Law student’s book features former Liberian child soldiers

March 10, 2011:

“And Still Peace Did Not Come,” a book coauthored by Berkeley Law student Emily Holland ’12, reveals haunting personal recollections of Liberian child soldiers and their victims. A former TV producer and humanitarian journalist with experience in Africa, Holland specializes in international law and human rights and teaches street law to youth at a juvenile detention facility.

Survey highlights impact of war in northern Uganda

December 2, 2010:

Just a few years ago, nearly all northern Ugandans were living in displacement camps as the Lord’s Resistance Army terrorized the countryside. A new survey of northern Ugandans, conducted by the Human Rights Center, offers a rare snapshot of the relative calm that now prevails in the area, but also highlights widespread fears that the peace is only temporary.

Law students help bring complaint against energy project in Mexico

December 2, 2010:

Two students at Berkeley Law’s International Human Rights Law Clinic played a substantial role in helping Mexican indigenous villagers file a human rights complaint against a U.S.-backed hydroelectric project in Oaxaca.

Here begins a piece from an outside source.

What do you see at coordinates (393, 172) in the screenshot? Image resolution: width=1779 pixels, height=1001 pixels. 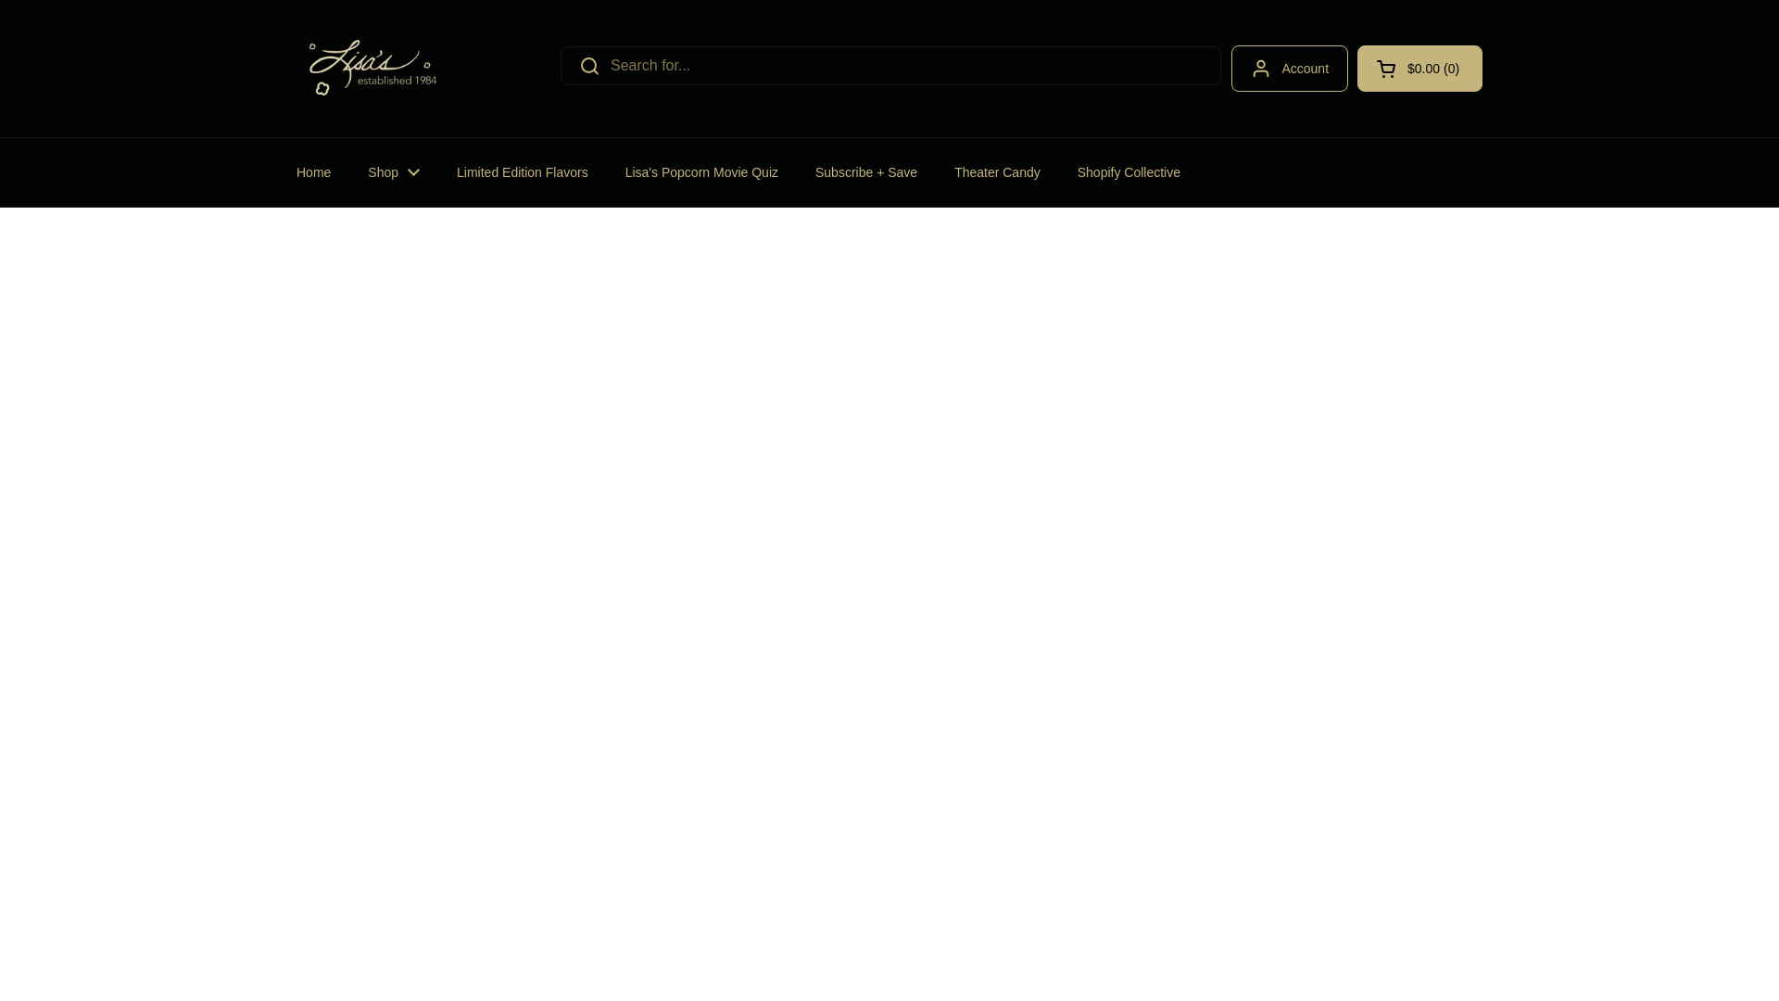 I see `Shop` at bounding box center [393, 172].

Students stage mock trial to engage in international law, human rights

December 2, 2010:

Students in the political science course “Accountability for International Human Rights Violations” reenact high-profile, international trials and act as prosecutors, defense and judges. In their most recent trial, former Secretary of Defense Donald Rumsfeld faced charges of extradition to France to be tried there for violating international torture laws.

Anthropologist awarded grant to study politics of religious freedom

December 2, 2010:

The Henry R. Luce Initiative on Religion and International Affairs has awarded Saba Mahmood, an associate professor of anthropology at the University of California, Berkeley, a three-year, $496,000 grant to study how law and politics are transforming religious freedom.Mahmood’s “Politics of Religious Freedom” project will bring together key human rights and civil society organizations, along with jurists, policymakers and academics who have helped reshape the debate on religious freedom in the United States, the Middle East, South Asia and the European Union.